Because the contracts are dense and the entrance fee is large, a few pointed questions protect a family before signing anything.

What contract type is this? Confirm whether it is life care, modified, or fee-for-service, and how each changes future care costs. How much of the entrance fee is refundable? Ask for the exact percentage and the conditions under which it comes back. How much can monthly fees rise? Get the history of past increases and any cap on future ones. What triggers a move to higher care? Understand who decides when a resident moves up a level, and how that call is made. How financially healthy is the community? This is a decades-long promise, so the operator's stability matters as much as the amenities.

Walking through these with each community, alongside a care assessment of current needs, turns a polished sales pitch into a clear, honest comparison.

When to Talk to a Local Advisor

The continuing-care model can be a smart way to plan ahead, but the contracts are dense and the entrance fees are large enough that mistakes are costly. A local senior advisor can explain which nearby communities use which contracts, what their refund terms really mean, and how the math compares with simply paying for higher care later. The National Institute on Aging also maintains a helpful overview of housing options for older adults. Reaching out costs nothing and can keep a six-figure decision from going sideways.


This article is informational only and is not medical, legal, or financial advice. Cost figures cited reflect the latest available data and may change. Confirm contract terms, refund policies, and tax treatment with the community and a qualified professional before making decisions.

Frequently Asked Questions

Can you move into a continuing-care community if you already need care?

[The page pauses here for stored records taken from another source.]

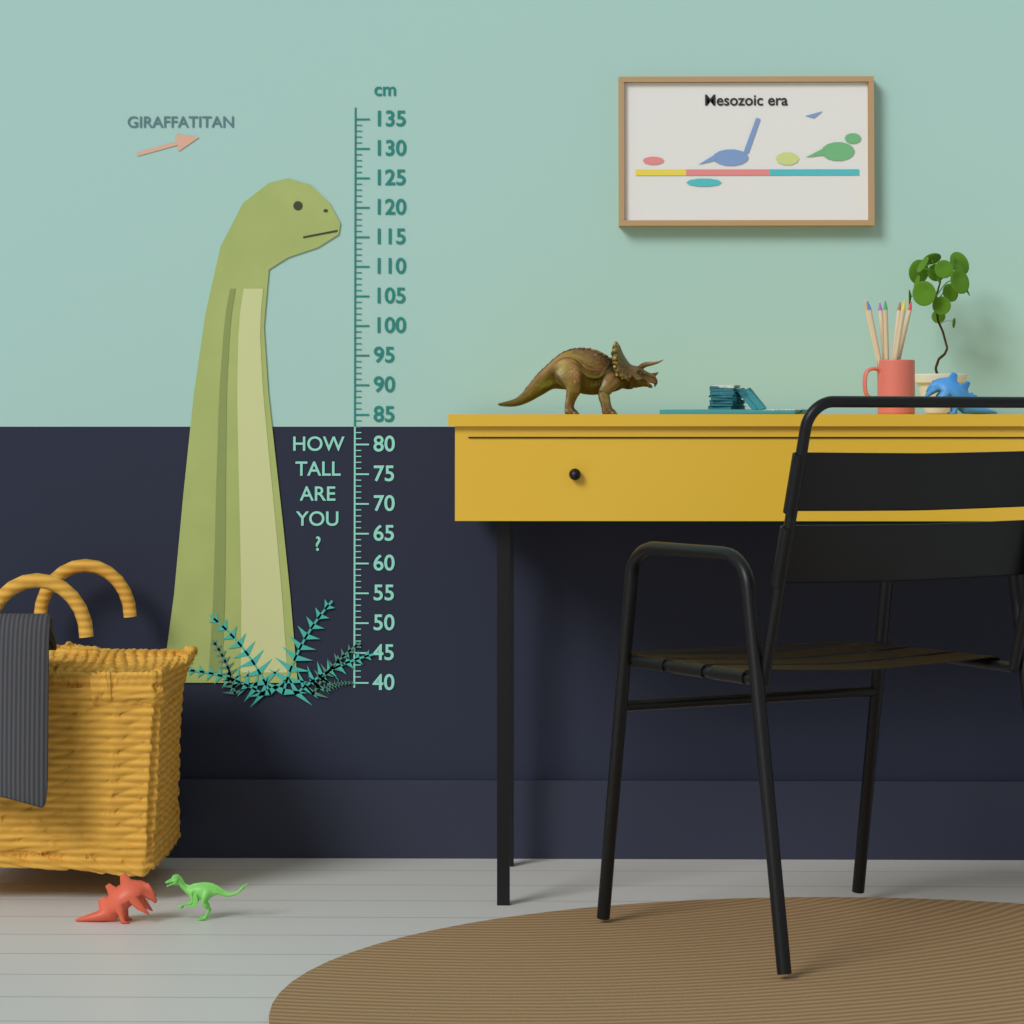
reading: 125 cm
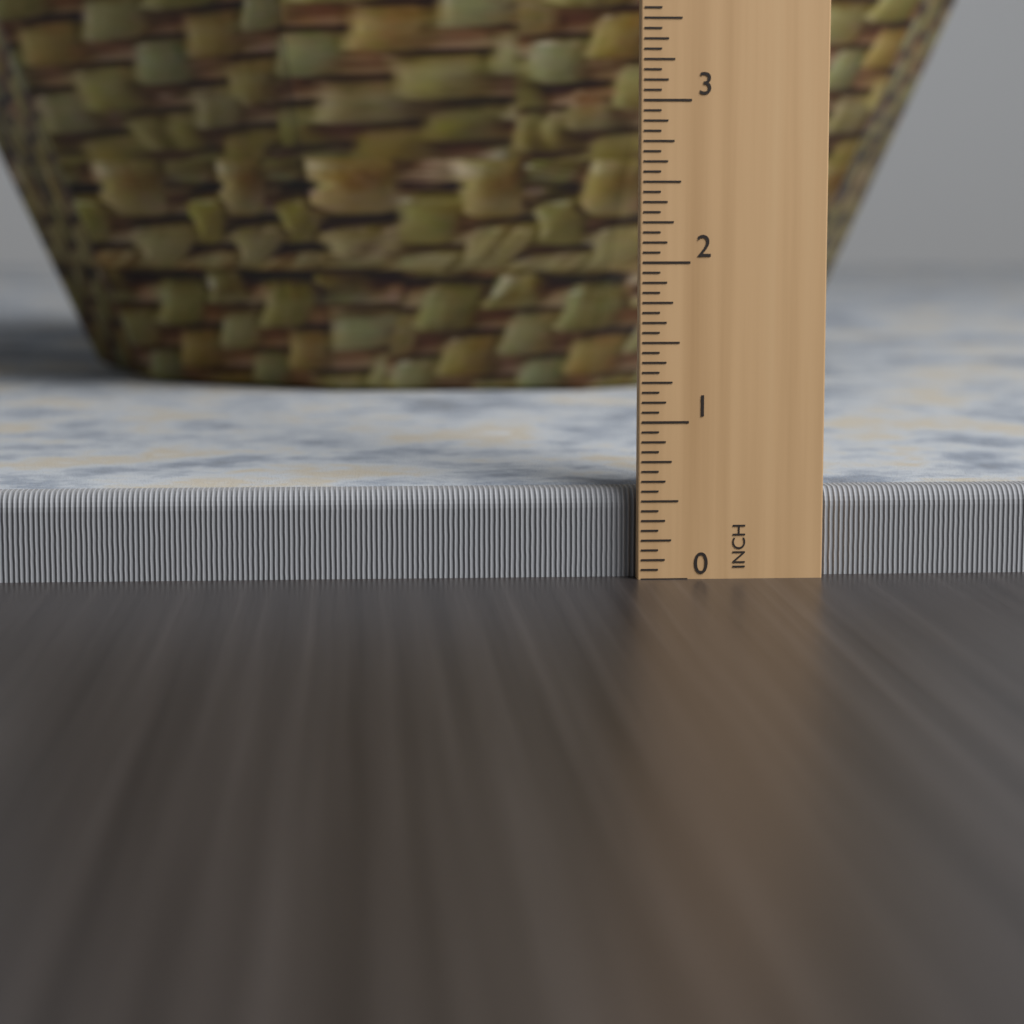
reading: 0.5625 in
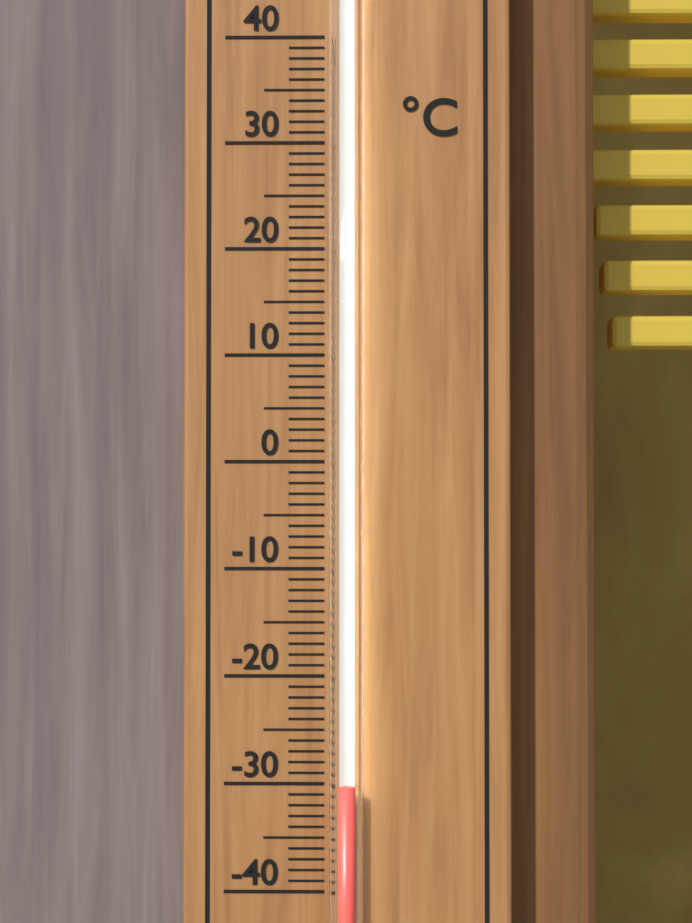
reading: -30 °C
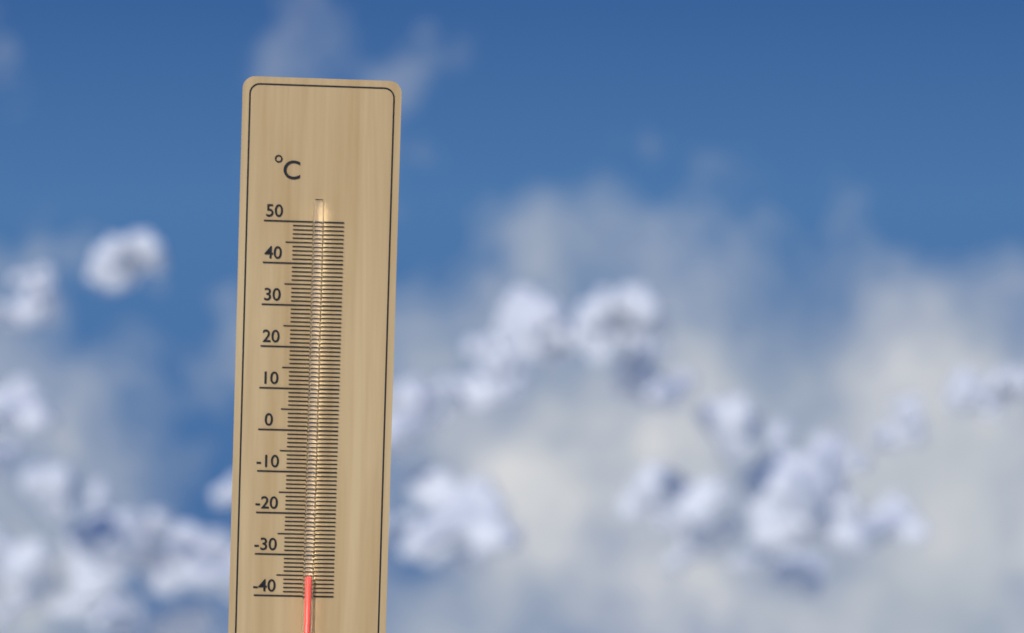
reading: -35 °C
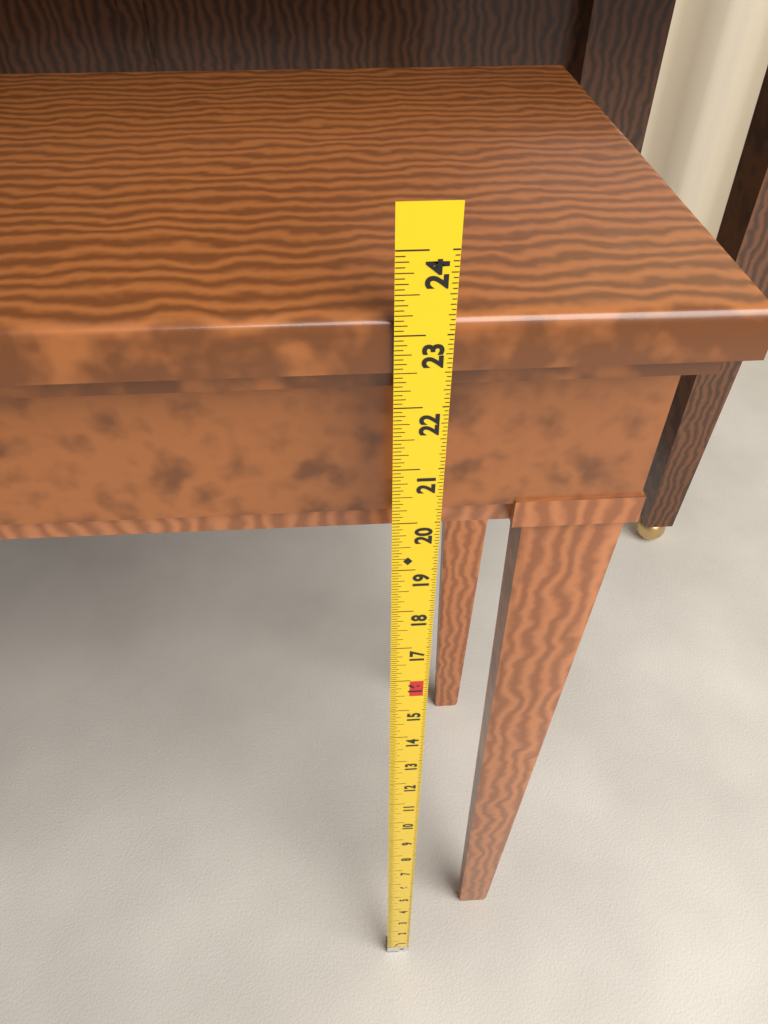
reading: 23.1875 in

Usually these communities prefer residents who are independent at move-in, because the model is built around aging in place over time. Some accept people who already need assisted living, but options narrow and the financial terms can change, so it is worth asking each community directly.

Is the entrance fee tax-deductible?

A portion of the entrance fee and monthly fees may be deductible as a prepaid medical expense, especially under a life care contract. The exact amount depends on the contract and current tax rules, so a tax professional should confirm what applies before counting on it.

What happens to the entrance fee if you move or pass away?

That depends on whether the contract is refundable. A return-of-capital plan refunds a set percentage to the resident or estate, while a non-refundable fee declines over time and may return nothing, which is why the refund structure is one of the most important details to confirm.